Nationwide, news agencies such as The Wall Street Journal have reported more than 2,300 seniors have died so far in U.S. nursing homes. Data gathered by NBC News put the total closer to 2,500. Either way, it suggests the death toll is greater than what the federal government has been reporting.
If you’re asking yourself how such a health crisis could deliver such a crushing blow to senior care homes coast to coast, you don’t have to drill down very deeply to discover the reasons.
USA Today recently analyzed federal inspection data and found that 75% of U.S. nursing homes “have been cited for failing to properly monitor and control infections in the past three years – a higher proportion than previously known,” the newspaper said.
According to the industry magazine McKnight’s Long-Term Care News, nursing home workers surveyed by the publication about two weeks ago reported being “underequipped and understaffed” as COVID-19 drifted deeper into the United States.
“More than 77% of respondents said their facilities were experiencing personal protective equipment (PPE) shortages,” McKnight’s reported March 30. “Nearly 3 in 5 (59%) said their locations were using homemade or improvised PPE, or reusing it.”
COVID-19, with grim efficiency, is exposing vulnerabilities in many of our society’s corners.
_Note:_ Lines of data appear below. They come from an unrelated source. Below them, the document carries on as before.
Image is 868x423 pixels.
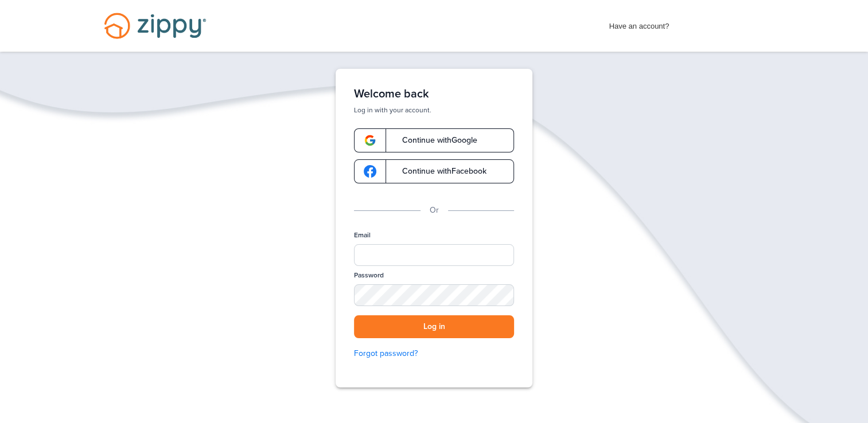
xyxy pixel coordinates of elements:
[610,14,670,32] span: Have an account?
[430,204,439,217] p: Or
[354,285,514,307] input: Password
[364,134,377,147] img: google-logo
[391,137,477,144] span: Continue with Google
[354,315,514,339] button: Log in
[391,167,487,176] span: Continue with Facebook
[354,159,514,183] a: google-logoContinue withFacebook
[354,270,384,281] label: Password
[354,87,514,101] h1: Welcome back
[354,348,514,360] a: Forgot password?
[354,128,514,153] a: google-logoContinue withGoogle
[364,165,377,178] img: google-logo
[354,105,514,115] p: Log in with your account.
[354,244,514,266] input: Email
[354,230,371,241] label: Email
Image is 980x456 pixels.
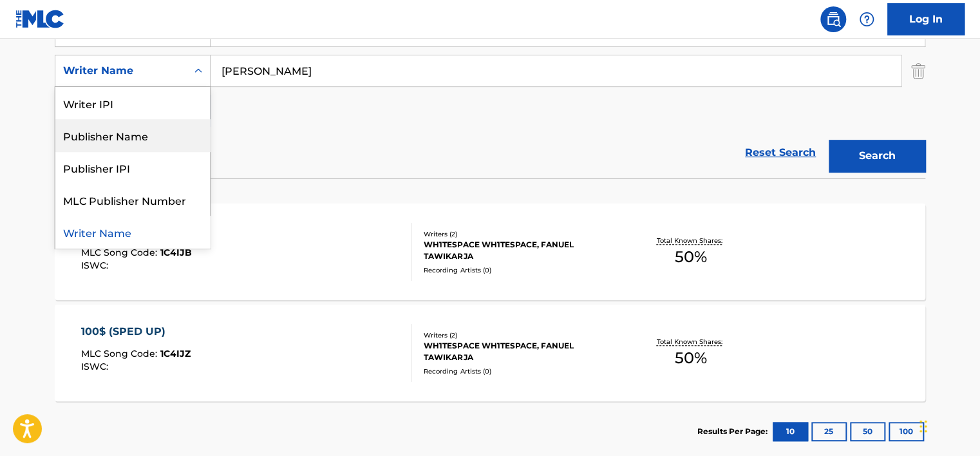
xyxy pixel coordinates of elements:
p: Results Per Page: [697,426,771,437]
div: Writer Name [55,216,210,248]
div: Writer Name [63,63,179,78]
span: 50 % [675,346,707,370]
div: WH1TESPACE WH1TESPACE, FANUEL TAWIKARJA [424,340,618,363]
button: 50 [850,421,885,441]
img: Delete Criterion [911,54,925,87]
div: WH1TESPACE WH1TESPACE, FANUEL TAWIKARJA [424,239,618,262]
span: ISWC : [81,361,112,372]
a: Public Search [820,6,846,33]
div: Publisher Name [55,119,210,151]
div: চ্যাট উইজেট [916,394,980,456]
p: Total Known Shares: [656,235,725,245]
span: 1C4IJZ [161,348,191,359]
form: Search Form [54,15,925,178]
div: Writers ( 2 ) [424,229,618,239]
div: Recording Artists ( 0 ) [424,265,618,275]
div: টেনে আনুন [919,407,927,445]
img: MLC Logo [16,10,65,28]
div: Help [853,6,880,33]
span: 50 % [675,245,707,269]
a: Log In [887,4,964,35]
span: MLC Song Code : [81,247,161,258]
div: Publisher IPI [55,151,210,184]
iframe: Chat Widget [916,394,980,456]
button: Search [829,140,925,172]
div: 100$ (SPED UP) [81,324,191,339]
a: 100$MLC Song Code:1C4IJBISWC:Writers (2)WH1TESPACE WH1TESPACE, FANUEL TAWIKARJARecording Artists ... [54,204,925,300]
span: ISWC : [81,259,112,271]
div: Recording Artists ( 0 ) [424,366,618,376]
button: 10 [773,421,808,441]
a: 100$ (SPED UP)MLC Song Code:1C4IJZISWC:Writers (2)WH1TESPACE WH1TESPACE, FANUEL TAWIKARJARecordin... [54,305,925,401]
span: MLC Song Code : [81,348,161,359]
div: Writer IPI [55,87,210,119]
img: help [859,11,875,27]
div: MLC Publisher Number [55,184,210,216]
a: Reset Search [738,139,822,167]
button: 100 [889,421,924,441]
p: Total Known Shares: [656,337,725,346]
div: Writers ( 2 ) [424,330,618,340]
img: search [825,11,841,27]
span: 1C4IJB [161,247,192,258]
button: 25 [811,421,846,441]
In this case, the coronavirus’ spread is underscoring America’s nursing shortage in general and specifically the dangerously low staffing levels in so many nursing homes.
Too often, wages are low. Workloads are unrealistic. Those factors account for lousy employee retention rates. And the health care professionals who are left to care for our loved ones are coping with unrealistic patient-to-staff ratios. Those staffers are among the 75% of care homes we mentioned earlier who struggle to fight infections.
All those problems are shouldered by care homes every single day. Now throw a global pandemic into the mix - one that’s most deadly specifically to typical care home residents.
The result is precisely what we’re witnessing right now. Because people can often carry the coronavirus without displaying any symptoms, the virus can spread through a closed facility such as a care home like wildfire, even with acceptable infection screening in place.
COVID-19 is pulling these health care shortcomings into stark relief, at a time when America is relying on medical professionals more heavily than ever. While they help us, please do your part to help them. Give blood. Donate to charities helping hospitals. Bring food or other welcomed provisions to health care workers. Strive to stay healthy yourself by observing hygienically safe behavior.
If nothing else, simply say “thank you” to the fighters on the frontlines.